OrchardCore: `AddHttpClient()` fails within Modules.
new version of #6677 as it was asked that a new issue be created.
Typed calls to AddHttpClient are failing within a module in .Net 5.0 and .Net 6.0. (I tried rolling back to .Net 5.0 in case OC 1.1 was incompatibile with 6.0).
// MainProject/Startup.cs
class MainStartup
{
public void ConfigureServices(IServiceCollection services)
{
services.AddHttpClient<MyService>(); // this is cool
}
}
// Module/Startup.cs
class ModuleStartup : OrchardCore.Modules.StartupBase
{
public void ConfigureServices(IServiceCollection services)
{
services.AddHttpClient<MyService>(); // NullReferenceException
}
}
The issue is as follows. In AspNetCore, AddHttpClient registers a singleton of HttpClientMappingRegistry.
When initializing a typed HTTP Client, HttpClientBuilderExtensions.AddTypedClient calls HttpClientBuilderExtensions.ReserveClient, which iterates through the Builder’s Services and attempts to find an instantiated instance of HttpClientMappingRegistry.
Orchard Core’s FeatureAwareServiceCollection doesn’t automatically instantiate Singletons, for the reason that @marlon-tucker linked in the initial issue – it doesn’t implement IDisposable, so it isn’t instantiated until ServiceProvider.GetService<HttpClientMappingRegistry>() is called:
As you can see in the ReserveClient method above, however, GetService is never called on the HttpClientMappingRegistry – it is instead selected through LINQ, meaning it is never instantiated. Single() returns a registered service, but Single().ImplementedInstance is null.

I’ll try and provide a repro when I have the chance.
About this issue
- Original URL
- State: closed
- Created 2 years ago
- Reactions: 3
- Comments: 39 (33 by maintainers)
Commits related to this issue
- Initial commit for https://github.com/OrchardCMS/OrchardCore/issues/11041 — committed to johnrom/orchard-core-issue-reproduction by johnrom 2 years ago
We have a main TenantStartup.cs that we run before doing any other modules and were able to work around this problem by adding the following code earlier in that
In the meantime here some thoughts based on what I saw.

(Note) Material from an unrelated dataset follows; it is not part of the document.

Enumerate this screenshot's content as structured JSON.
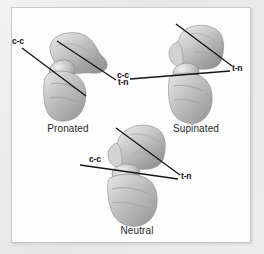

First I think that connections sharing is done at a lower IO level.
What I saw is that anyway a new
HttpClientis always created and that handlers are resolved or activated, for a typed client an object factory is cached but not sure it takes a lot of memory.Yes, this is the Handlers Pipeline that is cached when built by the
DefaultHttpClientFactory, but here too not sure that it takes a lot of memory, this is not the activated handler instances that are cached.Note: Tenants are isolated “Sites” with their Filters/Handlers, Pipeline, APIs and so on, so make sense that they also have their own http client Handlers Pipeline, but I understand the memory concern.
One annoying thing is that the client factory creates a scope that will be used to activate handlers, which is not a
ShellScopewhich e.g. prevents a shell to be disposed while a scope is still active.Anyway the scope is created from the service provider resolved by the factory, so what happens if a
DelegatingHandlerresolve services that may depend on the enabled features of a given tenant.This is the case of our
Twitterhandler that injects tenant specific services including a security service, more over this handler is only registered by the tenants having theTwitterfeature enabled.Note: Here we may need a custom service provider as we use for the
RequestServicesthat we made aware of the currentShellScopeso that it returns theShellScope.Servicesif a current one exists.So, in case there is not so much memory consumption by duplicating some caches, maybe a good compromise would be to support the point 2. from my previous list.
This to allow http client configurations at both host and tenant levels but without sharing them, and let it working as before at the tenant level (no sharing across tenants).
Thanks for the detailed repro @johnrom
I suspect from reading the code that the issue exists because you are registering
AddHttpClient()at both a module level and the main host startup module. Which is one way I can see the code you linked failing.Does
AddHttpClient()work fine from a module, when you do not register it at app level?I’m guessing it does, because we (OC) use
AddHttpClient()in a few of our modules already, Twitter, Recaptcha, and personally I use it in modules quite regularly.Can you confirm?
Should make it easier to understand, what we can (if anything) do about it.